Come 2006, even the Mortgage Bankers Association admitted that “stated income and reduced documentation loans … are
open invitations to fraudsters.” In November 2007, the Fitch bond-rating agency bucked the silence in the bond-rating industry that consistently gave mortgage bond pools AAA ratings and notified its clients that when it checked loan records in detail, “there was the appearance of
fraud or misrepresentation in almost every file
[emphasis added].”
Most of Wall Street, as well as two Fed chairmen, Alan Greenspan and Ben Bernanke, failed to anticipate the pathological danger in the stream of toxic loans flowing into America’s financial system. But a handful of hedge fund mavericks saw disaster coming. They realized that if millions of poor-credit-risk borrowers were sold 2/28 subprime loans in 2004, 2005, and 2006, then two years later, when their low teaser rates ran out and their monthly payments ballooned, they would default en masse. This would bust the secondary mortgage
market. So they bought insurance on mortgage bonds, in the form of credit default swaps, and cashed in big-time when the market collapsed.
Hedge fund managers such as John Paulson, Mike Burry of Scion Fund, and Steve Eisman of FrontPoint Partners made a mint betting against the flimsy promise of home ownership for virtually everyone. Eventually, traders at Goldman Sachs smelled blood in the water and made a killing, too.
For the most devious minds on Wall Street,
Long Beach Mortgage loans were attractive precisely because they were so unreliable. They figured prominently in Goldman’s high-profile mortgage loan pool, the $2 billion Abacus 2007–AC1, for which Goldman was fined $550 million by the SEC.
Goldman was accused of duplicity by regulators for failing to disclose to investors that Abacus 2007–AC1 had been put together by John Paulson, who had designed the loan package to fail.
Paulson had included six Long Beach Mortgage loan trusts. By betting against such loan pools, Paulson & Company made $15 billion in 2007, and Paulson himself made $4 billion.
Goldman Sachs, too, bet against Abacus 2007–AC1 after selling it to investors such as the Royal Bank of Scotland, IKB Deutsche Industriebank, and the Dutch bank ABN Amro, which lost huge sums.
Goldman’s double-dealing caused an uproar among investment experts. “The simultaneous selling of securities to customers and shorting them because they believed they were going to default,” said Sylvain R. Raynes of R&R Consulting, “is the most cynical use of credit information that I have ever seen.”
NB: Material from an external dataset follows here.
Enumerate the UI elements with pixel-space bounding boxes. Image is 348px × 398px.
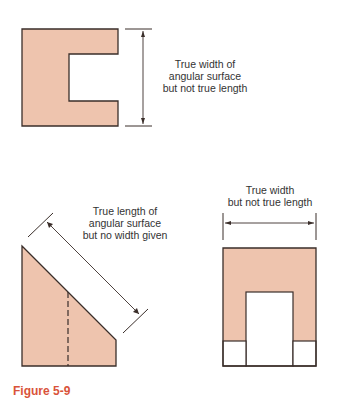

In a highly publicized resignation from Goldman Sachs in March 2012, Greg Smith, a veteran of twelve years in Goldman’s derivatives business, claimed that disregard for client interests had become the norm at Goldman. “
It makes me ill how callously people still talk about ripping off clients,” Smith wrote in an op-ed in
The New York Times
. “To put the problem in the simplest terms, the interests of the client continue to be sidelined in the way the firm operates and thinks about making money.” Smith charged Goldman CEO Lloyd C. Blankfein with overseeing “the decline in the firm’s moral fiber”
and urged the firm’s leaders to restore Goldman’s integrity by “weed[ing] out the morally bankrupt people, no matter how much money they make for the firm.”
Goldman executives took issue with Smith, saying that his version did not accurately reflect how Goldman treats its clients.